In short, the pursuit of happiness only seems to make sense as a goal if it is in service of something else, something ultimate. If your happiness makes you able to love and serve others better, then it’s worthwhile. If not, then it’s a problem.
So, is “refresh with Christian spirituality” an adequate justification for Christianity? Its benefit is that it gets your book onto the table in the reflection room. Its problem is that Christian spirituality comes with a value system, an ordering principle built into it. Be transformed by Christian spirituality might be a better line. And if your spiritual practices aren’t transforming you – if they aren’t enabling you to better love and serve God and others – then you might want to ask yourself if they are Christian spiritual practices at all.

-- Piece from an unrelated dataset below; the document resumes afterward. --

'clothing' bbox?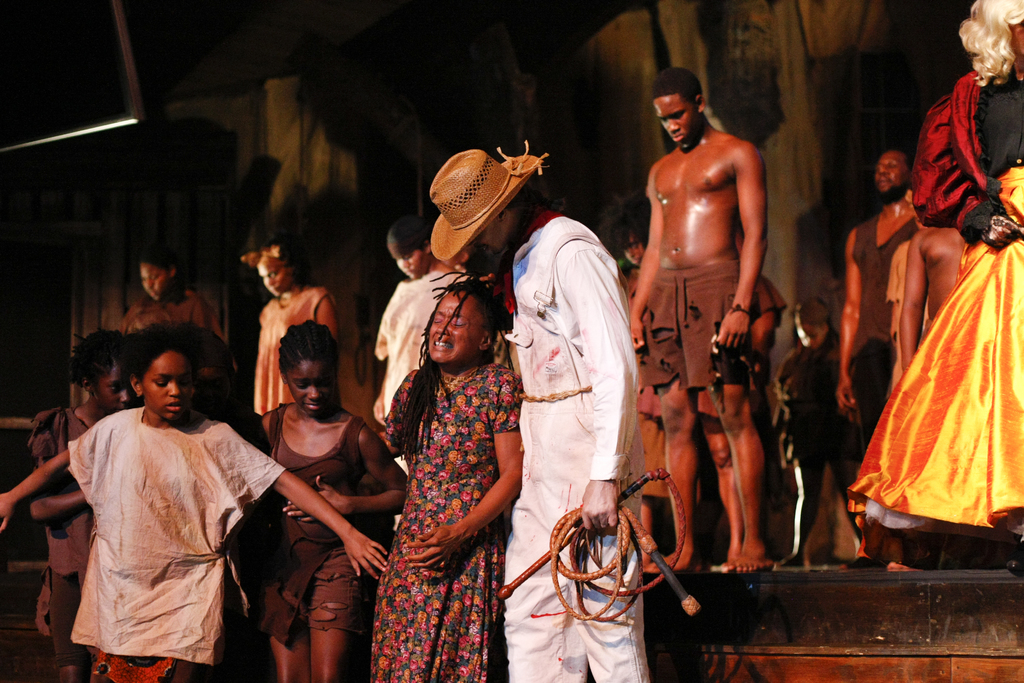
BBox(251, 286, 335, 417)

Finally, I find myself back at the Reflection Room. I guess it’s inevitable that there will neither be Bible, nor Koran here. They presumably feel that they have effectively met the mandate of a secular space – that they are neutral towards competing visions of the good life. But this is, as we have seen, a naïve view. Wellness is just as much a value system as Christianity is. But wellness is the system within which our culture “lives and moves and has its being.” Given that, the question then has to be: how does Christianity relate to it? How much of it is compatible, and how much is to be rejected? For the purposes of this post, the details of the answer aren’t as important as the realisation that our relationship to wellness is not neutral, that there has to be a system by which you organise your life. Christianity is one. And wellness is another.
2 replies on “The Kathleen Syme Centre has No Bible”
Nicely put. =) Thanks for writing. You rock.